Y“ou need to meet Ivy Ross,” says John. “Like now. She was on our call today, advocating all the stuff you do.”
So we meet Ivy Ross, at the time the Chief Innovation Officer for Gap, Inc., and we are soon advocating each others’ stuff. We conduct a six-month series of two-day sessions with Gap brand teams (Old Navy, Banana Republic, Gap) at their San Francisco headquarters focused on ideation for topline growth. Ivy calls our sessions MindSpark. They consist of a series of improvised activities designed to develop themes, followed by another series of activities, on the second day, to develop ideas that explore and express those themes. The best of the ideas get presented by the brand teams to their CEO, GlennMurphy, two weeks later, in presentations we develop and rehearse with them.
Ivy and her team take great care to cast the most fiercely creative young minds in the company as the 40 players in each session. Interspersed with our activities are a series of talks with leading innovators, people like Chip Conley, who founded the Joi de Vivre hotel group, Natalie Spilger, a director of the Summit Series, and Judy Tuwaletstiwa, an artist from who works with dreams and found objects to construct her art.
Ivy has since moved on to Google, where we still advocate her stuff, and MindSpark has moved in-house at Gap Inc., where it’s a staple of their employee development curriculum. We’re happy that we helped develop a program that has had such legs. And while we can’t call it cause-and-effect, one year after our first Mindspark session, Gap Inc. showed the first quarterly growth in its stock price after sixteen consecutive losing quarters, and began a growth spurt that would last for another year. Spark the minds and the enterprise will follow.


What the task asks: The expected response is the full set of records, unchanged.
(Input data)
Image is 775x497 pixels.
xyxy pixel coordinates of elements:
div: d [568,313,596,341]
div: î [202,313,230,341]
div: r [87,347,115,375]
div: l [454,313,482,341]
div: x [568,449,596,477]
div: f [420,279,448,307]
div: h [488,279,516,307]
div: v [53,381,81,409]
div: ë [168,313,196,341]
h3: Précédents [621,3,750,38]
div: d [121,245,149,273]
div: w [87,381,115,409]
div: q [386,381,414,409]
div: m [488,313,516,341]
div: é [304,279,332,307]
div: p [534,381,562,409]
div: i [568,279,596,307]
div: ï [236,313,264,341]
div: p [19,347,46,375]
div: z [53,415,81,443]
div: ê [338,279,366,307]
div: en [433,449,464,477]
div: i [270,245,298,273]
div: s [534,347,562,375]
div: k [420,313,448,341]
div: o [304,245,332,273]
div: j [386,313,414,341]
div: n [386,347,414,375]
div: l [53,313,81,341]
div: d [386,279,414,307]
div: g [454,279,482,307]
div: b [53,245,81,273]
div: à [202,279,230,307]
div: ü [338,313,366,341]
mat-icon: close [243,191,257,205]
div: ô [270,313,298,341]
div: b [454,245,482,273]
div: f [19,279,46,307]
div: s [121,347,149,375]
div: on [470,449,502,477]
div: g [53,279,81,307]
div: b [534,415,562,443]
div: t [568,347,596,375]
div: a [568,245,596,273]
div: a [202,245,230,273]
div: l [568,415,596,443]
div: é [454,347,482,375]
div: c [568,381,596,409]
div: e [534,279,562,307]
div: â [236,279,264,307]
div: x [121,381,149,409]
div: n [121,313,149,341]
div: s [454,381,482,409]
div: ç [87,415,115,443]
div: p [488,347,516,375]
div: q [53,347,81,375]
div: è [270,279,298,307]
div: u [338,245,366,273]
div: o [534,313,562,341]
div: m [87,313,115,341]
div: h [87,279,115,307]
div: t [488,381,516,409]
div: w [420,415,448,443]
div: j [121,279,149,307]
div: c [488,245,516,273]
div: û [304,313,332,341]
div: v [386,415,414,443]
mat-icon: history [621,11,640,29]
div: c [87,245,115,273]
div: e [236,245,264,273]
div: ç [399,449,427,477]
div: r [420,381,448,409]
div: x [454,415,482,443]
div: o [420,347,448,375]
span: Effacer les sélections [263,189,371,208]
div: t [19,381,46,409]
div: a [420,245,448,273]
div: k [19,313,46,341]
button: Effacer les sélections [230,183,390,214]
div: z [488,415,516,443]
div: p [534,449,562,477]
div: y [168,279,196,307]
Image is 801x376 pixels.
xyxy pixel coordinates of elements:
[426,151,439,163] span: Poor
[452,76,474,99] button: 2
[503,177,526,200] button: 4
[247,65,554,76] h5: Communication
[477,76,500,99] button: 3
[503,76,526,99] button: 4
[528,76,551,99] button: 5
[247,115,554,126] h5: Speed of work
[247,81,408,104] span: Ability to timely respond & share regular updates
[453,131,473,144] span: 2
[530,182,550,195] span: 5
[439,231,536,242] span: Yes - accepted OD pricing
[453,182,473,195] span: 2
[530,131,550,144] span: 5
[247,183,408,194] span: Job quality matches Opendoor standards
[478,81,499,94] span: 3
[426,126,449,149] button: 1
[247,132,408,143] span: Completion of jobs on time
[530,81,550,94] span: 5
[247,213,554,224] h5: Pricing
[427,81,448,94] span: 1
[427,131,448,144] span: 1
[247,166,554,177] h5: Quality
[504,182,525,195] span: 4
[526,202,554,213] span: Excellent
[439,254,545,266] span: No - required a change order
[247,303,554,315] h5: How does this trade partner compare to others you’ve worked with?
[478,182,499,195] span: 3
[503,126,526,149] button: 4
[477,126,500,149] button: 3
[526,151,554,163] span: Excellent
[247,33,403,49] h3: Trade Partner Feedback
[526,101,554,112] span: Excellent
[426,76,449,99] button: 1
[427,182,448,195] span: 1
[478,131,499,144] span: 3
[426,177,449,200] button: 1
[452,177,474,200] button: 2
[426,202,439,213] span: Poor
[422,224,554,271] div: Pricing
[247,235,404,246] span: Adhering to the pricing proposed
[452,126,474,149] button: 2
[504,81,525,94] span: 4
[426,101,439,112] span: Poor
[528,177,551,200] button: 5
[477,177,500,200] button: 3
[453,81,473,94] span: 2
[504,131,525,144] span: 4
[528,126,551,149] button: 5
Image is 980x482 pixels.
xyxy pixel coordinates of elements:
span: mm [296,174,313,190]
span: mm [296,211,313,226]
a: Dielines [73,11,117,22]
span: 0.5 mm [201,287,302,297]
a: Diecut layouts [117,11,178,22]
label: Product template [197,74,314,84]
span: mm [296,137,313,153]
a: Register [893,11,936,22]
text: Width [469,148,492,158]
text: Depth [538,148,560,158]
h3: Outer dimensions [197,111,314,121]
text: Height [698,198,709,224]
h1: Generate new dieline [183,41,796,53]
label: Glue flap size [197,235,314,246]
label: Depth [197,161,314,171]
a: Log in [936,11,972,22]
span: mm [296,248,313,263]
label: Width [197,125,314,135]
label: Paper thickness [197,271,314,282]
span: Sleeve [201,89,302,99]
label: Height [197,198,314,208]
(End Input data)
Task solution:
Image is 775x497 pixels.
xyxy pixel coordinates of elements:
div: d [568,313,596,341]
div: î [202,313,230,341]
div: r [87,347,115,375]
div: l [454,313,482,341]
div: x [568,449,596,477]
div: f [420,279,448,307]
div: h [488,279,516,307]
div: v [53,381,81,409]
div: ë [168,313,196,341]
h3: Précédents [621,3,750,38]
div: d [121,245,149,273]
div: w [87,381,115,409]
div: q [386,381,414,409]
div: m [488,313,516,341]
div: é [304,279,332,307]
div: p [534,381,562,409]
div: i [568,279,596,307]
div: ï [236,313,264,341]
div: p [19,347,46,375]
div: z [53,415,81,443]
div: ê [338,279,366,307]
div: en [433,449,464,477]
div: i [270,245,298,273]
div: s [534,347,562,375]
div: k [420,313,448,341]
div: o [304,245,332,273]
div: j [386,313,414,341]
div: n [386,347,414,375]
div: l [53,313,81,341]
div: d [386,279,414,307]
div: g [454,279,482,307]
div: b [53,245,81,273]
div: à [202,279,230,307]
div: ü [338,313,366,341]
mat-icon: close [243,191,257,205]
div: ô [270,313,298,341]
div: b [454,245,482,273]
div: f [19,279,46,307]
div: s [121,347,149,375]
div: on [470,449,502,477]
div: g [53,279,81,307]
div: b [534,415,562,443]
div: t [568,347,596,375]
div: a [568,245,596,273]
div: a [202,245,230,273]
div: l [568,415,596,443]
div: é [454,347,482,375]
div: c [568,381,596,409]
div: e [534,279,562,307]
div: â [236,279,264,307]
div: x [121,381,149,409]
div: n [121,313,149,341]
div: s [454,381,482,409]
div: ç [87,415,115,443]
div: p [488,347,516,375]
div: q [53,347,81,375]
div: è [270,279,298,307]
div: u [338,245,366,273]
div: o [534,313,562,341]
div: m [87,313,115,341]
div: h [87,279,115,307]
div: t [488,381,516,409]
div: w [420,415,448,443]
div: j [121,279,149,307]
div: c [488,245,516,273]
div: û [304,313,332,341]
div: v [386,415,414,443]
mat-icon: history [621,11,640,29]
div: c [87,245,115,273]
div: e [236,245,264,273]
div: ç [399,449,427,477]
div: r [420,381,448,409]
div: x [454,415,482,443]
div: o [420,347,448,375]
span: Effacer les sélections [263,189,371,208]
div: t [19,381,46,409]
div: a [420,245,448,273]
div: k [19,313,46,341]
button: Effacer les sélections [230,183,390,214]
div: z [488,415,516,443]
div: p [534,449,562,477]
div: y [168,279,196,307]
Image is 801x376 pixels.
xyxy pixel coordinates of elements:
[426,151,439,163] span: Poor
[452,76,474,99] button: 2
[503,177,526,200] button: 4
[247,65,554,76] h5: Communication
[477,76,500,99] button: 3
[503,76,526,99] button: 4
[528,76,551,99] button: 5
[247,115,554,126] h5: Speed of work
[247,81,408,104] span: Ability to timely respond & share regular updates
[453,131,473,144] span: 2
[530,182,550,195] span: 5
[439,231,536,242] span: Yes - accepted OD pricing
[453,182,473,195] span: 2
[530,131,550,144] span: 5
[247,183,408,194] span: Job quality matches Opendoor standards
[478,81,499,94] span: 3
[426,126,449,149] button: 1
[247,132,408,143] span: Completion of jobs on time
[530,81,550,94] span: 5
[247,213,554,224] h5: Pricing
[427,81,448,94] span: 1
[427,131,448,144] span: 1
[247,166,554,177] h5: Quality
[504,182,525,195] span: 4
[526,202,554,213] span: Excellent
[439,254,545,266] span: No - required a change order
[247,303,554,315] h5: How does this trade partner compare to others you’ve worked with?
[478,182,499,195] span: 3
[503,126,526,149] button: 4
[477,126,500,149] button: 3
[526,151,554,163] span: Excellent
[247,33,403,49] h3: Trade Partner Feedback
[526,101,554,112] span: Excellent
[426,76,449,99] button: 1
[427,182,448,195] span: 1
[478,131,499,144] span: 3
[426,177,449,200] button: 1
[452,177,474,200] button: 2
[426,202,439,213] span: Poor
[422,224,554,271] div: Pricing
[247,235,404,246] span: Adhering to the pricing proposed
[452,126,474,149] button: 2
[504,81,525,94] span: 4
[426,101,439,112] span: Poor
[528,177,551,200] button: 5
[477,177,500,200] button: 3
[453,81,473,94] span: 2
[504,131,525,144] span: 4
[528,126,551,149] button: 5
Image is 980x482 pixels.
xyxy pixel coordinates of elements:
span: mm [296,174,313,190]
span: mm [296,211,313,226]
a: Dielines [73,11,117,22]
span: 0.5 mm [201,287,302,297]
a: Diecut layouts [117,11,178,22]
label: Product template [197,74,314,84]
span: mm [296,137,313,153]
a: Register [893,11,936,22]
text: Width [469,148,492,158]
text: Depth [538,148,560,158]
h3: Outer dimensions [197,111,314,121]
text: Height [698,198,709,224]
h1: Generate new dieline [183,41,796,53]
label: Glue flap size [197,235,314,246]
label: Depth [197,161,314,171]
a: Log in [936,11,972,22]
span: mm [296,248,313,263]
label: Width [197,125,314,135]
label: Paper thickness [197,271,314,282]
span: Sleeve [201,89,302,99]
label: Height [197,198,314,208]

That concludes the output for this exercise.